Schmitt was referring to a proposal made by County Executive Tom Suozzi to use tax dollars to reduce the number of abortions in Nassau County over the next three years. The money would go to adoption services, housing services for single pregnant women, sex education and the like. As an adopted child instead of an aborted one, I agree with Schmitt -- a leader can¹t be on both sides of an issue simultaneously. But not everything is black and white when it comes to something as important …show more content…
as a human life. This is an issue where the gray area is the perfect place for a leader to stand.
Will anyone, even those who have had an abortion, even those who perform them, say, “Hey, I love abortion!
I’m pro-abortion”? No, and that’s the common ground, the gray area.
Put most simply, pro-life is about preserving lives and pro-choice is about the right to choose. But if you put aside their huge agendas, the two sides share the desire for women to be educated. So here’s a quick education:
The Centers for Disease Control report that the number of abortions in the U.S. has decreased. In 1996, the CDC recorded 1,221,585 abortions. In 2000 that number dropped to 857,475, and a year later it decreased further, to 853,485.
In 1995, 1.6 million people looked into adoption, according to the National Survey of Family Growth. That’s more than one parent for every aborted child.
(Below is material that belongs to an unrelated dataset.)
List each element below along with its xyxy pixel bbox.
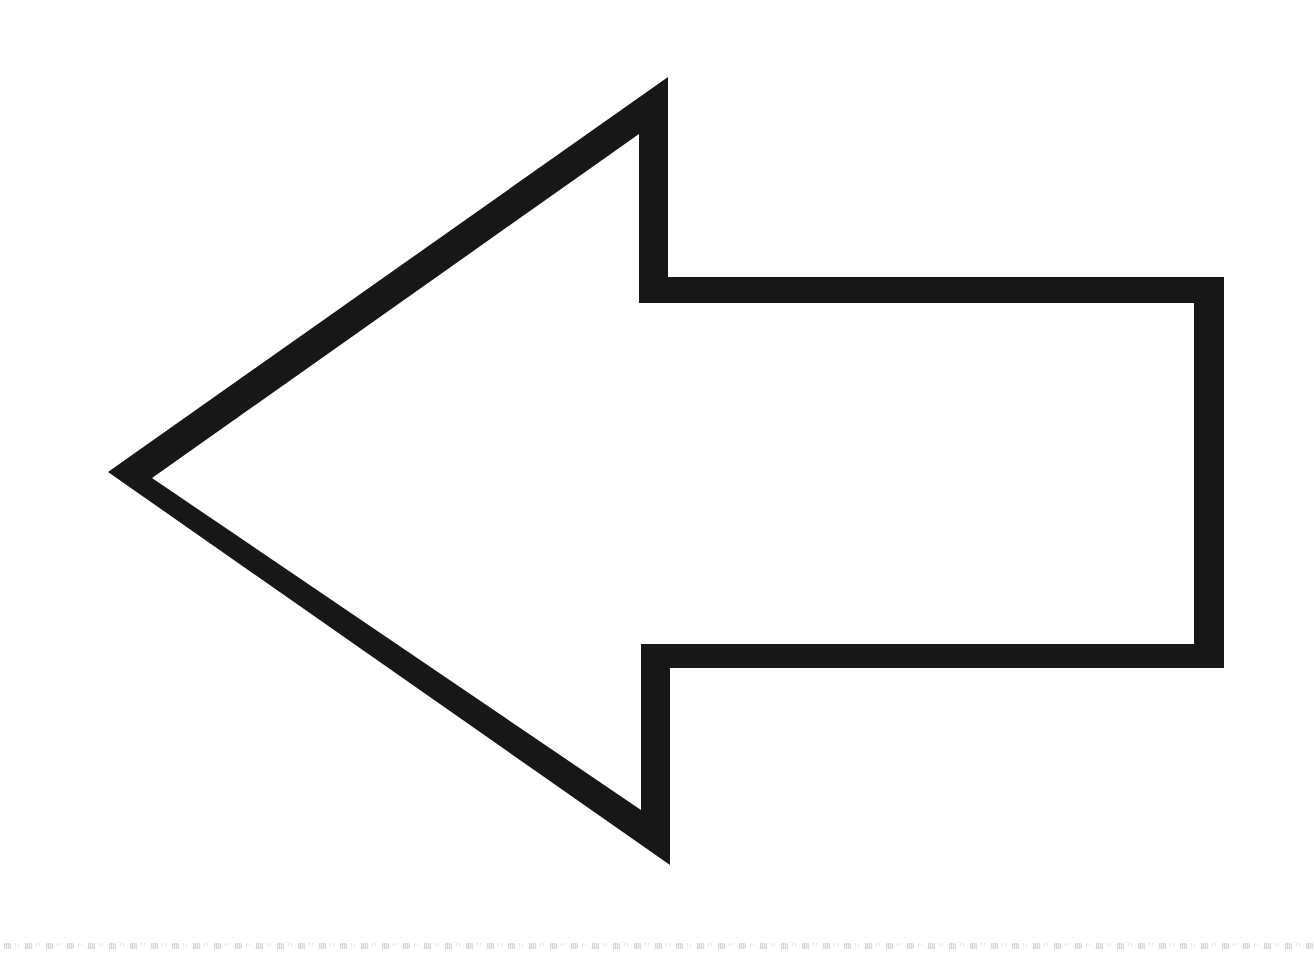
scanner-edge-artifact-secondary [10,943,1310,946]
arrow-left-outline-graphic [0,0,1314,964]
image-canvas [0,0,1314,964]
Adoption agencies and social workers exist to help make birth parents and adoptive parents comfortable with the placing of children. They actually want the best arrangement for all involved. There are a number of arrangements that can be made in which both biological and adoptive parents can walk away satisfied with their respective
decisions.
There is more to adoption than carrying a fetus for nine months, then giving a baby to strangers and not knowing his or her whereabouts from that point on. That is just one option called closed adoption in which a minimal amount of information about the biological parents is provided to the adoptive parents and vice versa. There is no contact between the two sets of parents throughout the adoption process.
On the other end of the spectrum is the open adoption, in which the birth mother, though she will not be raising the child, is a part of the child¹s life as a non-relative. Sometimes it’s as a friend of the family, or perhaps a babysitter. Whatever she is called, it¹s not “Mom”, and this arrangement doesn’t give biological parents any rights to the child, but rather a window into his or her life.
Open and closed adoptions are the extremes, and in between them is the semi-open adoption, in which the adoptive and biological parents interact. They may talk on the phone, exchange letters or visit with each other. Semi-open adoptions can sometimes continue past the birth, with updates about the child provided to the biological parents.
Middle ground. Common cause. Gray area. Call it what you want, but a true leader listens to both sides of a contentious issue and is smart enough to find the common ground and do what is best for people, not agendas.